[Collected data]
------------------------------------------------------------------------
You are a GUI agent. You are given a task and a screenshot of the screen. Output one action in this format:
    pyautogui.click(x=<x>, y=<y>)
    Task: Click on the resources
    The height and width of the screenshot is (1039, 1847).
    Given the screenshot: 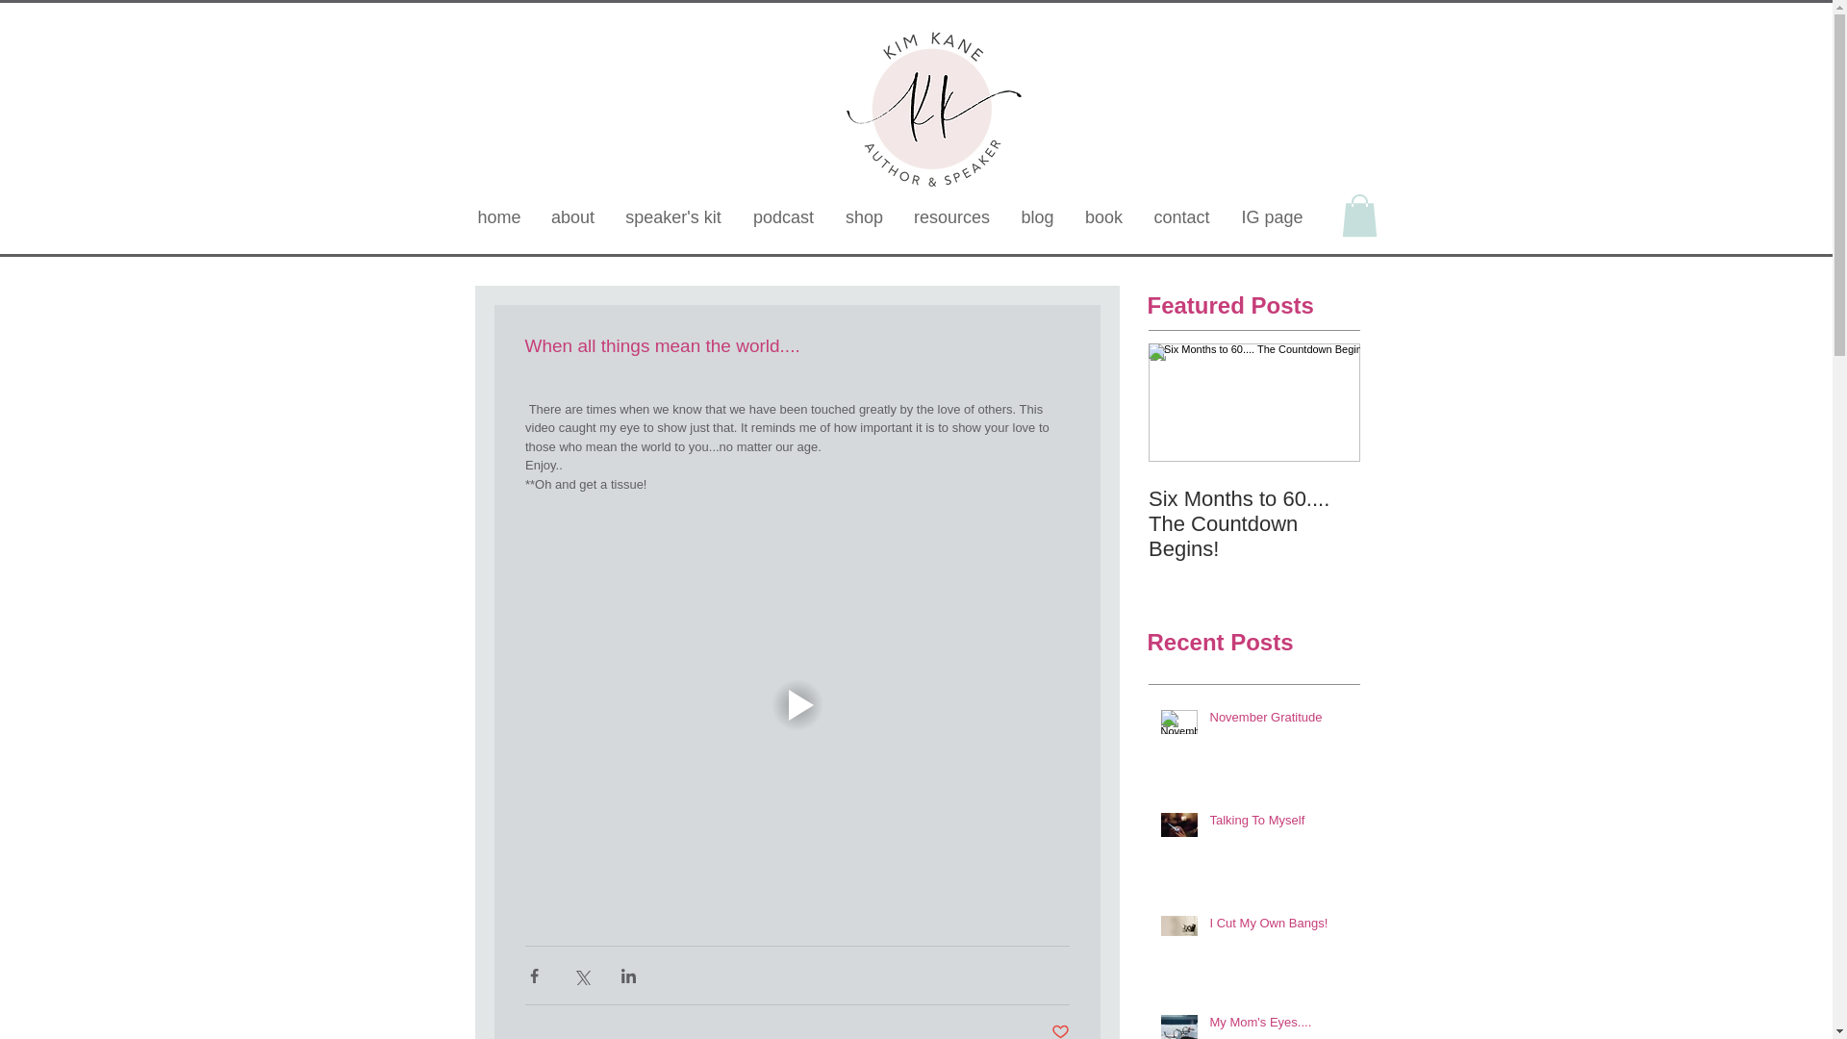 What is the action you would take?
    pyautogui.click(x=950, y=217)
------------------------------------------------------------------------
[Work to complete] Set down exactly the lines that begin the records and continue through the line bearing "The height and"; include both ends.

[Answer for the task]
You are a GUI agent. You are given a task and a screenshot of the screen. Output one action in this format:
    pyautogui.click(x=<x>, y=<y>)
    Task: Click on the resources
    The height and width of the screenshot is (1039, 1847).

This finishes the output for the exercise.